Along the way, we might ponder: what am I learning? Am I making progress? Hopefully, we learn to trust the Master. Saints enjoin us not to be concerned about our progress. Instead, they tell us to ‘do it now.’ Don’t wait – accept the invitation. Being initiated and practising the life of a disciple is the only thing in life that grows and grows. Everything else in this world dissipates, disappoints and disappears. If we want to get out of this world and the endless cycle of transmigration, we learn that our spiritual practice is the only thing worth doing, the only real and lasting experience. Nothing in this world is sustainable. Without this body we have no identity, we don’t exist here. The only two events that happen to all humans are birth and death. We come into this world and after a relatively short time, we die. What counts is what we do in between birth and death. Do we bumble aimlessly along, or do we work to awaken our inner consciousness, our soul, so that we can become free of this world? During much of our lives, we are unaware of this greater purpose. Yet, for those marked souls the Lord calls back to himself, he sends a living master to shepherd them back home.
This path is known as the science of the soul. When we are called home the experiment begins. The research is conducted in a laboratory of our body. We have a body, mind, and soul. Until the mind is tamed, it controls the soul and works hard to keep it trapped in this world. In the search for the Lord, marked souls are taken on an inner journey, where the soul can soar and regain its freedom once the karmic account is balanced.
While we may struggle to reconcile our spiritual efforts with our worldly commitments, we must do both to finish off our karma. When that release comes, the body and mind are no longer needed.
We can experience this spiritual awakening; it is not just theory or idle talk. It is possible through inner transformation, which is beyond our imagination. To realize this inner transformation, we must redirect our energy from outer worldly endeavors – our jobs, our possessions, our relationships – to our inner work. When our attachment to the Lord becomes our priority, everything else becomes unimportant and useless. Nothing goes with us at the time of death. So, the sooner we can let go of all these attachments, the sooner our soul can soar. Saints tell us that only devotion to the Lord is lasting and worthy of our time. According to the Sufi mystic Inayat Khan, quoted in the book Awakening: A Sufi Experience: “The fulfillment of the Divine purpose is to be found in the human being who is God conscious.”
Let us become God-conscious. If we want to make that journey home, we have to believe God-consciousness is possible and really want it. We must demonstrate our faith, love, and devotion by making an effort to experience the mystery through meditation. Saints want everything from their disciples. They want our hearts and souls, for only they care for us so tenderly. No matter how little, how slowly, how poorly we may feel we are doing, the Master sees and accepts our every effort, and our connection to the Lord grows stronger and stronger through that master-disciple relationship.
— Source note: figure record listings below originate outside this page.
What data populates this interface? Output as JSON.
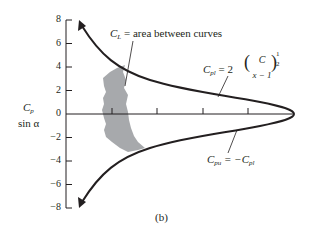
{
  "figure": {
    "caption": "(b)",
    "y_axis_label_line1": "C",
    "y_axis_label_line1_sub": "p",
    "y_axis_label_line2": "sin α",
    "y_ticks": [
      "8",
      "6",
      "4",
      "2",
      "0",
      "−2",
      "−4",
      "−6",
      "−8"
    ],
    "annotations": {
      "area_label_C": "C",
      "area_label_sub": "L",
      "area_label_text": " = area between curves",
      "upper_curve_C": "C",
      "upper_curve_sub": "pl",
      "upper_curve_eq": " = 2",
      "upper_curve_frac_num": "C",
      "upper_curve_frac_den": "x − 1",
      "upper_curve_exp_num": "1",
      "upper_curve_exp_den": "2",
      "lower_curve_C": "C",
      "lower_curve_sub": "pu",
      "lower_curve_eq": " = −C",
      "lower_curve_eq_sub": "pl"
    },
    "colors": {
      "curve": "#231f20",
      "shaded_area": "#a7a9ac",
      "axis": "#231f20"
    }
  }
}
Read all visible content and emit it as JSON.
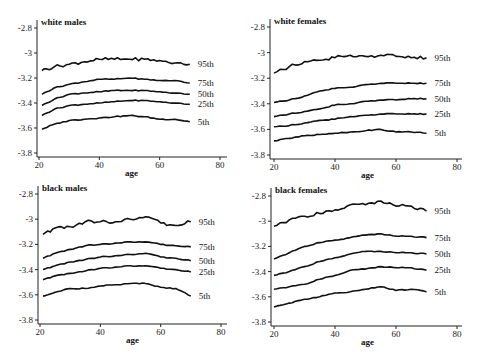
{
  "chart_data": [
    {
      "type": "line",
      "title": "white males",
      "xlabel": "age",
      "ylabel": "",
      "xlim": [
        20,
        80
      ],
      "ylim": [
        -3.8,
        -2.8
      ],
      "xticks": [
        20,
        40,
        60,
        80
      ],
      "yticks": [
        -2.8,
        -3,
        -3.2,
        -3.4,
        -3.6,
        -3.8
      ],
      "x": [
        21,
        25,
        30,
        35,
        40,
        45,
        50,
        55,
        60,
        65,
        70
      ],
      "series": [
        {
          "name": "95th",
          "values": [
            -3.14,
            -3.11,
            -3.09,
            -3.07,
            -3.05,
            -3.05,
            -3.05,
            -3.05,
            -3.06,
            -3.08,
            -3.09
          ]
        },
        {
          "name": "75th",
          "values": [
            -3.33,
            -3.28,
            -3.25,
            -3.23,
            -3.21,
            -3.21,
            -3.2,
            -3.21,
            -3.22,
            -3.22,
            -3.24
          ]
        },
        {
          "name": "50th",
          "values": [
            -3.42,
            -3.37,
            -3.33,
            -3.32,
            -3.31,
            -3.3,
            -3.3,
            -3.3,
            -3.31,
            -3.32,
            -3.33
          ]
        },
        {
          "name": "25th",
          "values": [
            -3.5,
            -3.45,
            -3.42,
            -3.41,
            -3.4,
            -3.39,
            -3.38,
            -3.38,
            -3.39,
            -3.4,
            -3.41
          ]
        },
        {
          "name": "5th",
          "values": [
            -3.61,
            -3.57,
            -3.54,
            -3.53,
            -3.52,
            -3.51,
            -3.5,
            -3.51,
            -3.53,
            -3.53,
            -3.55
          ]
        }
      ],
      "grid": false,
      "legend": "inline-right"
    },
    {
      "type": "line",
      "title": "white females",
      "xlabel": "age",
      "ylabel": "",
      "xlim": [
        20,
        80
      ],
      "ylim": [
        -3.8,
        -2.8
      ],
      "xticks": [
        20,
        40,
        60,
        80
      ],
      "yticks": [
        -2.8,
        -3,
        -3.2,
        -3.4,
        -3.6,
        -3.8
      ],
      "x": [
        20,
        25,
        30,
        35,
        40,
        45,
        50,
        55,
        60,
        65,
        70
      ],
      "series": [
        {
          "name": "95th",
          "values": [
            -3.16,
            -3.11,
            -3.07,
            -3.06,
            -3.04,
            -3.02,
            -3.03,
            -3.02,
            -3.03,
            -3.04,
            -3.04
          ]
        },
        {
          "name": "75th",
          "values": [
            -3.39,
            -3.37,
            -3.34,
            -3.3,
            -3.28,
            -3.27,
            -3.25,
            -3.24,
            -3.24,
            -3.24,
            -3.24
          ]
        },
        {
          "name": "50th",
          "values": [
            -3.5,
            -3.48,
            -3.46,
            -3.44,
            -3.41,
            -3.4,
            -3.38,
            -3.37,
            -3.37,
            -3.36,
            -3.36
          ]
        },
        {
          "name": "25th",
          "values": [
            -3.58,
            -3.57,
            -3.55,
            -3.53,
            -3.52,
            -3.5,
            -3.49,
            -3.48,
            -3.48,
            -3.48,
            -3.48
          ]
        },
        {
          "name": "5th",
          "values": [
            -3.69,
            -3.67,
            -3.65,
            -3.64,
            -3.63,
            -3.62,
            -3.61,
            -3.6,
            -3.62,
            -3.62,
            -3.63
          ]
        }
      ],
      "grid": false,
      "legend": "inline-right"
    },
    {
      "type": "line",
      "title": "black males",
      "xlabel": "age",
      "ylabel": "",
      "xlim": [
        20,
        80
      ],
      "ylim": [
        -3.8,
        -2.8
      ],
      "xticks": [
        20,
        40,
        60,
        80
      ],
      "yticks": [
        -2.8,
        -3,
        -3.2,
        -3.4,
        -3.6,
        -3.8
      ],
      "x": [
        21,
        25,
        30,
        35,
        40,
        45,
        50,
        55,
        60,
        65,
        70
      ],
      "series": [
        {
          "name": "95th",
          "values": [
            -3.12,
            -3.07,
            -3.06,
            -3.02,
            -3.02,
            -3.02,
            -3.0,
            -2.98,
            -3.03,
            -3.05,
            -3.02
          ]
        },
        {
          "name": "75th",
          "values": [
            -3.31,
            -3.27,
            -3.24,
            -3.21,
            -3.2,
            -3.19,
            -3.18,
            -3.18,
            -3.2,
            -3.21,
            -3.22
          ]
        },
        {
          "name": "50th",
          "values": [
            -3.4,
            -3.37,
            -3.34,
            -3.32,
            -3.3,
            -3.29,
            -3.28,
            -3.27,
            -3.3,
            -3.31,
            -3.33
          ]
        },
        {
          "name": "25th",
          "values": [
            -3.48,
            -3.45,
            -3.43,
            -3.41,
            -3.39,
            -3.38,
            -3.37,
            -3.37,
            -3.39,
            -3.4,
            -3.42
          ]
        },
        {
          "name": "5th",
          "values": [
            -3.61,
            -3.58,
            -3.55,
            -3.55,
            -3.53,
            -3.52,
            -3.51,
            -3.51,
            -3.54,
            -3.55,
            -3.61
          ]
        }
      ],
      "grid": false,
      "legend": "inline-right"
    },
    {
      "type": "line",
      "title": "black females",
      "xlabel": "age",
      "ylabel": "",
      "xlim": [
        20,
        80
      ],
      "ylim": [
        -3.8,
        -2.8
      ],
      "xticks": [
        20,
        40,
        60,
        80
      ],
      "yticks": [
        -2.8,
        -3,
        -3.2,
        -3.4,
        -3.6,
        -3.8
      ],
      "x": [
        20,
        25,
        30,
        35,
        40,
        45,
        50,
        55,
        60,
        65,
        70
      ],
      "series": [
        {
          "name": "95th",
          "values": [
            -3.04,
            -2.99,
            -2.96,
            -2.94,
            -2.91,
            -2.87,
            -2.87,
            -2.84,
            -2.88,
            -2.88,
            -2.92
          ]
        },
        {
          "name": "75th",
          "values": [
            -3.3,
            -3.25,
            -3.2,
            -3.17,
            -3.15,
            -3.13,
            -3.11,
            -3.1,
            -3.12,
            -3.12,
            -3.13
          ]
        },
        {
          "name": "50th",
          "values": [
            -3.43,
            -3.4,
            -3.36,
            -3.32,
            -3.29,
            -3.26,
            -3.24,
            -3.24,
            -3.25,
            -3.25,
            -3.26
          ]
        },
        {
          "name": "25th",
          "values": [
            -3.54,
            -3.52,
            -3.5,
            -3.46,
            -3.43,
            -3.39,
            -3.38,
            -3.36,
            -3.37,
            -3.37,
            -3.39
          ]
        },
        {
          "name": "5th",
          "values": [
            -3.68,
            -3.65,
            -3.62,
            -3.6,
            -3.57,
            -3.56,
            -3.54,
            -3.52,
            -3.55,
            -3.54,
            -3.56
          ]
        }
      ],
      "grid": false,
      "legend": "inline-right"
    }
  ],
  "panels": [
    {
      "title": "white males",
      "xlabel": "age",
      "series_labels": [
        "95th",
        "75th",
        "50th",
        "25th",
        "5th"
      ]
    },
    {
      "title": "white females",
      "xlabel": "age",
      "series_labels": [
        "95th",
        "75th",
        "50th",
        "25th",
        "5th"
      ]
    },
    {
      "title": "black males",
      "xlabel": "age",
      "series_labels": [
        "95th",
        "75th",
        "50th",
        "25th",
        "5th"
      ]
    },
    {
      "title": "black females",
      "xlabel": "age",
      "series_labels": [
        "95th",
        "75th",
        "50th",
        "25th",
        "5th"
      ]
    }
  ],
  "colors": {
    "line": "#111111",
    "axis": "#222222",
    "background": "#ffffff"
  }
}
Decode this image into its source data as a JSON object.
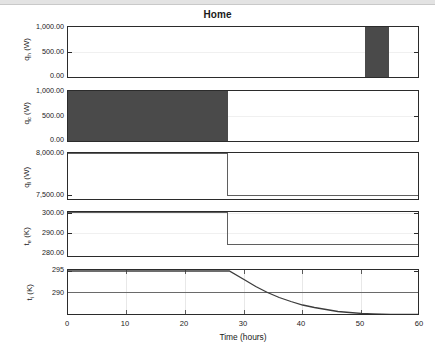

The Guru is the Word. He is a link between man and God. He is the one who takes people back to the Lord. After fulfilling his allotted task, he merges back into the Word. Likewise, the soul is also a ray of the Word, and through the grace of a true Master it is able to return and unite itself with the Word. Guru Nanak says, “The Guru is Shabd, and the soul is its disciple.”
Maharaj Charan Singh, The Path
As the soul merges in the Shabd, that sacred bond with the divine has been achieved. Our hearts are no longer restless.